Kirkus Reviews QR Code
THE ARTIST'S PALETTE by Alexandra Loske Kirkus Star

THE ARTIST'S PALETTE

by Alexandra Loske

Pub Date: Nov. 5th, 2024
ISBN: 9780691263960
Publisher: Princeton Univ.

Tools of the trade—and what they reveal.

An art historian and curator, Loske has written several books about her special area of interest, color. In her latest title, she examines 50 painters and their palettes. In many cases, the palettes, which range from polished wood to chunks of cardboard, still exist, and they provide clues about an artist’s method. Most of the book is organized chronologically, starting with artists mixing their paints from powdered pigment and arranging the palette according to a strict tonal scale. The development of premixed paint in metal tubes presaged greater dynamism and more choices of color. Artists who specialized in scenes of fantastic coloring, among them Marc Chagall and Paul Gauguin, understood that the luminosity they were seeking needed subtlety and care, according to the evidence found by Loske.
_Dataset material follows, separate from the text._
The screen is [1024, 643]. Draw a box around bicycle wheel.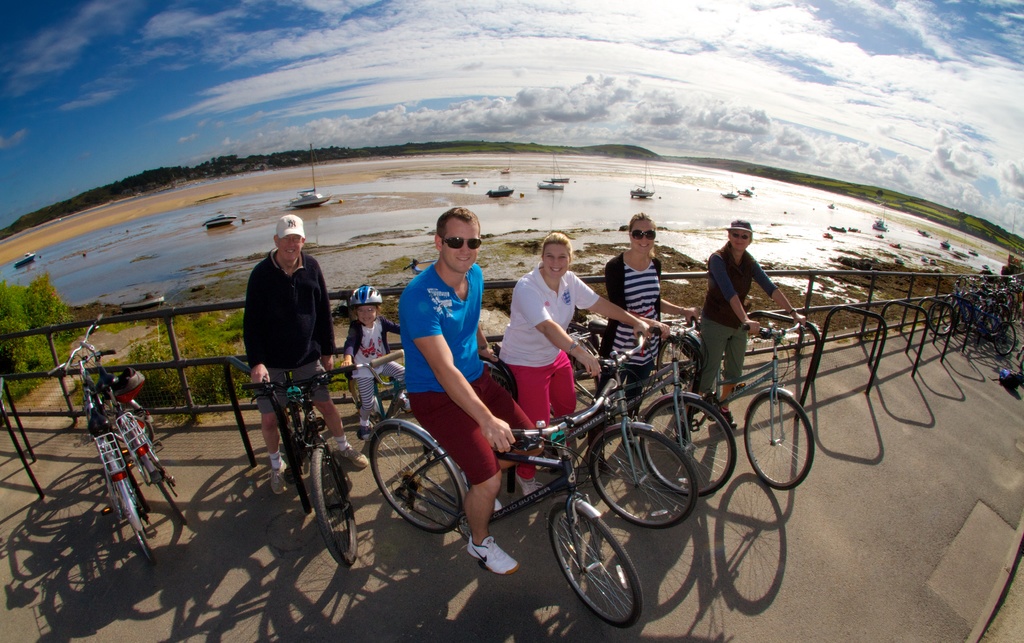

The palettes of Edward Hopper and Georgia O’Keeffe reflected restraint, while Claude Monet’s palette recalls his misty, complex images. Francis Bacon, famously messy, used anything on hand as palettes but was extremely precise when it came to the effects he wanted. Some modernist painters, including Helen Frankenthaler, moved away from the palette to apply liquid paint directly to the canvas. Loske includes a wealth of lushly produced plates to illustrate her points, as well as graphics that show the proportional breakdown of paintings by tone and color. It all makes for an illuminating and attractive book. The palette, she writes, is “a totemic object, a small physical manifestation of the creative spirit of the artist.”

An appealing study that uncovers important artistic secrets.